Line by line, Cahill’s writing is musical, assured: cumulatively, her seriousness is evident, her ambition impressive." - Hilary Mantel Letter to Pessoa is the first collection of short stories by award-winning Goan-Australian poet Michelle Cahill. It is an imaginative tour de force, portraying the experiences of a whole range of characters, including a scientist, a cat and a young Indian female version of Joseph Conrad, in settings across the world, from Barcelona to Capetown, Boston to Chiang Mai, Kathmandu to Kraków. Like the poet Fernando Pessoa, who gives the collection its title, and who created as many as seventy versions of himself, Cahill displays a remarkable inventiveness, making distant landscapes and situations come alive, in compelling detail, as they express the fear and longing, obsession and outrage, of the people caught up in them. Displaying its awareness of the power of writing to create realities, the collection also includes a number of fictions in letter form, to Jacques Derrida, Virginia Woolf, Jean Genet and Margaret Atwood – and to JM Coetzee, from his character Melanie Isaacs.

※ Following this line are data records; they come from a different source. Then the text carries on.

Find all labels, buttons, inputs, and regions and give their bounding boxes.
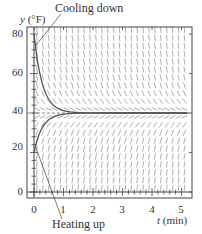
y-axis-label: y (°F) xyxy=(20,14,45,25)
cooling-annotation-label: Cooling down xyxy=(55,3,123,14)
y-tick-label-80: 80 xyxy=(5,28,23,39)
x-axis-unit: (min) xyxy=(160,214,187,226)
x-tick-label-3: 3 xyxy=(116,204,128,215)
heating-annotation-label: Heating up xyxy=(52,219,105,230)
x-tick-label-1: 1 xyxy=(57,204,69,215)
y-tick-label-40: 40 xyxy=(5,105,23,116)
y-tick-label-20: 20 xyxy=(5,141,23,152)
cooling-curve xyxy=(34,34,187,113)
slope-field-chart xyxy=(0,0,202,234)
y-tick-label-60: 60 xyxy=(5,67,23,78)
x-tick-label-2: 2 xyxy=(87,204,99,215)
slope-field xyxy=(34,27,187,191)
heating-curve xyxy=(34,113,187,153)
x-tick-label-0: 0 xyxy=(28,204,40,215)
y-axis-unit: (°F) xyxy=(25,13,46,25)
x-axis-label: t (min) xyxy=(157,215,187,226)
y-tick-label-0: 0 xyxy=(5,186,23,197)
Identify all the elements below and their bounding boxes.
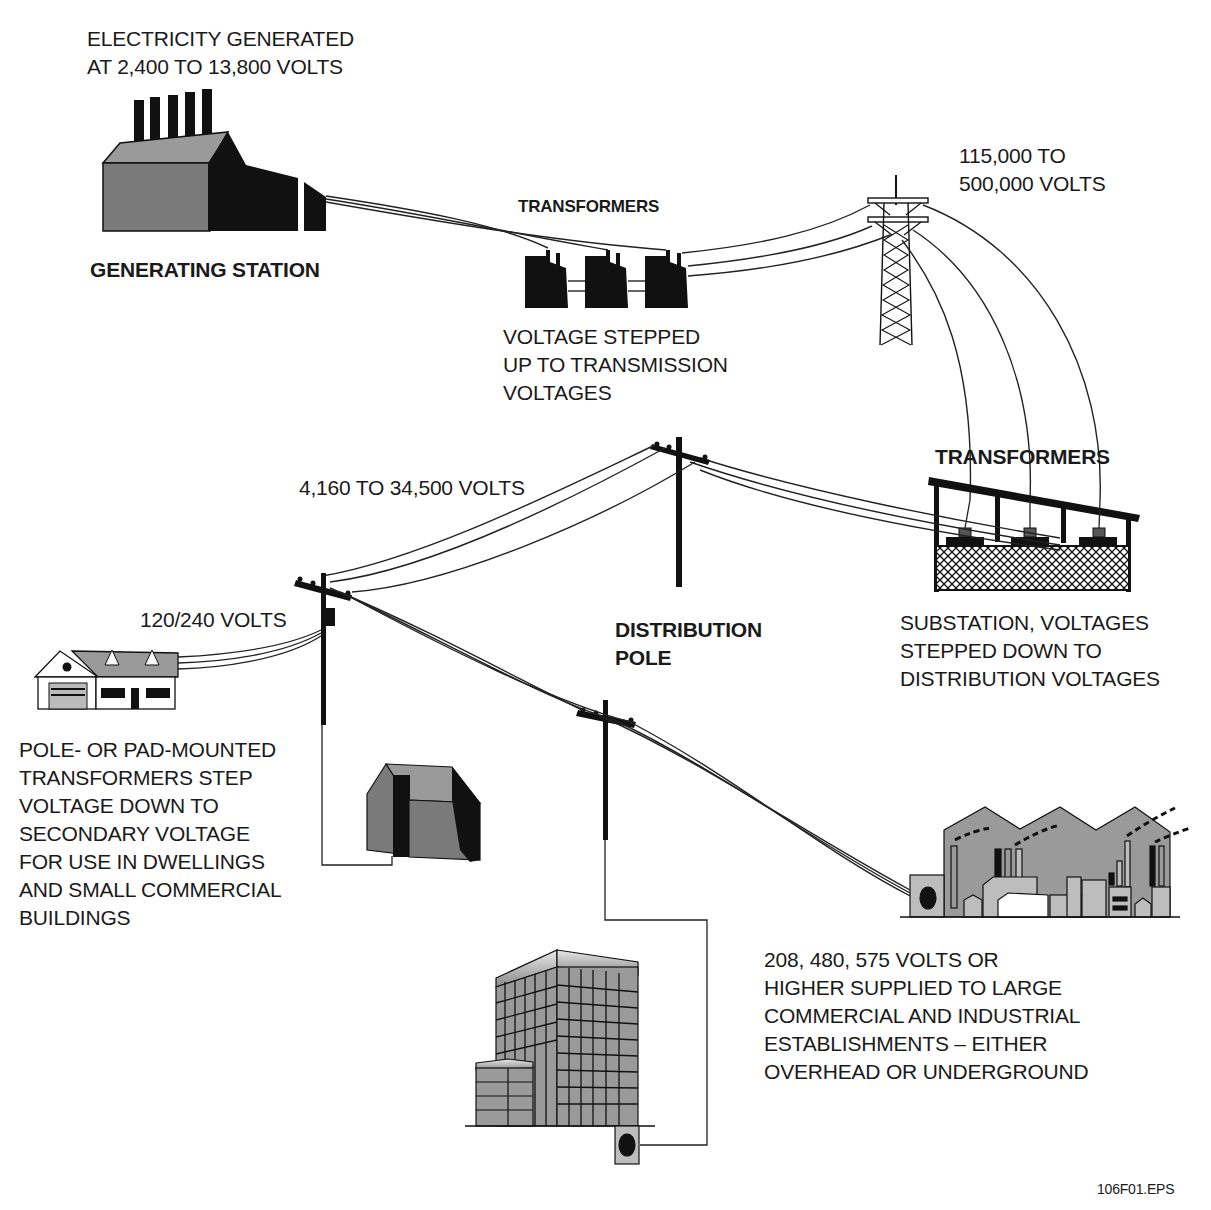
house-icon (35, 650, 178, 709)
distribution-wires-b (322, 445, 695, 592)
distribution-pole-icon (650, 437, 710, 587)
step-up-transformers-icon (525, 250, 688, 308)
secondary-voltage-note: 120/240 VOLTS (140, 606, 286, 634)
substation-transformers-label: TRANSFORMERS (935, 443, 1110, 471)
generation-voltage-note: ELECTRICITY GENERATED AT 2,400 TO 13,800… (87, 25, 354, 81)
office-tower-icon (465, 950, 655, 1164)
generating-station-label: GENERATING STATION (90, 256, 320, 284)
distribution-wires-a (690, 458, 1060, 550)
transmission-wires-a (682, 205, 890, 276)
transmission-voltage-note: 115,000 TO 500,000 VOLTS (959, 142, 1105, 198)
distribution-voltage-note: 4,160 TO 34,500 VOLTS (299, 474, 525, 502)
transmission-tower-icon (868, 175, 928, 345)
substation-note: SUBSTATION, VOLTAGES STEPPED DOWN TO DIS… (900, 609, 1160, 693)
generating-station-icon (103, 89, 326, 231)
industrial-supply-note: 208, 480, 575 VOLTS OR HIGHER SUPPLIED T… (764, 946, 1088, 1086)
industrial-plant-icon (900, 807, 1190, 917)
step-up-transformers-label: TRANSFORMERS (518, 198, 659, 216)
stepped-up-note: VOLTAGE STEPPED UP TO TRANSMISSION VOLTA… (503, 323, 728, 407)
pole-transformer-icon (294, 573, 352, 725)
service-drop-wires (178, 630, 321, 669)
distribution-pole-label: DISTRIBUTION POLE (615, 616, 762, 672)
pole-mounted-transformer-note: POLE- OR PAD-MOUNTED TRANSFORMERS STEP V… (19, 736, 281, 932)
figure-id: 106F01.EPS (1097, 1180, 1174, 1198)
small-building-icon (367, 764, 480, 862)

Coming home to a cowboy Part of the Bargain by #1 New York Times Bestselling Author Linda Lael Miller After a searing tragedy, Libby Kincaid just wants to go home. But the Circle Bar B ranch isn’t the haven she expects it to be. Malicious rumors about Libby are circulating through the ranch, and worse, her lifelong opponent, rancher Jess Barlowe, believes them. The cowboy is as sexy and rugged as ever, but now he’s promised to keep a very close eye on her… FREE BONUS STORY INCLUDED IN THIS VOLUME! Her Texas New Year's Wish by USA TODAY Bestselling Author Michelle Major When Grace Williams topples from the balcony at the soon-to-open Hotel Fortune, the last thing she expects is to find love with her new bosses’ brother. Chicago attorney Wiley Fortune has looks, money and charm to spare, but Grace’s past makes her wary of investing her heart—and risking her job. Do a small-town Texan and a city sophisticate really have a chance?
Both humorous and heartwarming, 'Dog' is the story of Jill Rosen – a single, childless professor who has given up on finding love – and Phil, the wise, young dog she adopts, almost by accident. Although Jill finds her routines disrupted and her wistfulness about past loves stirred, she forges a connection with the dog that takes her by surprise in her solitary middle age.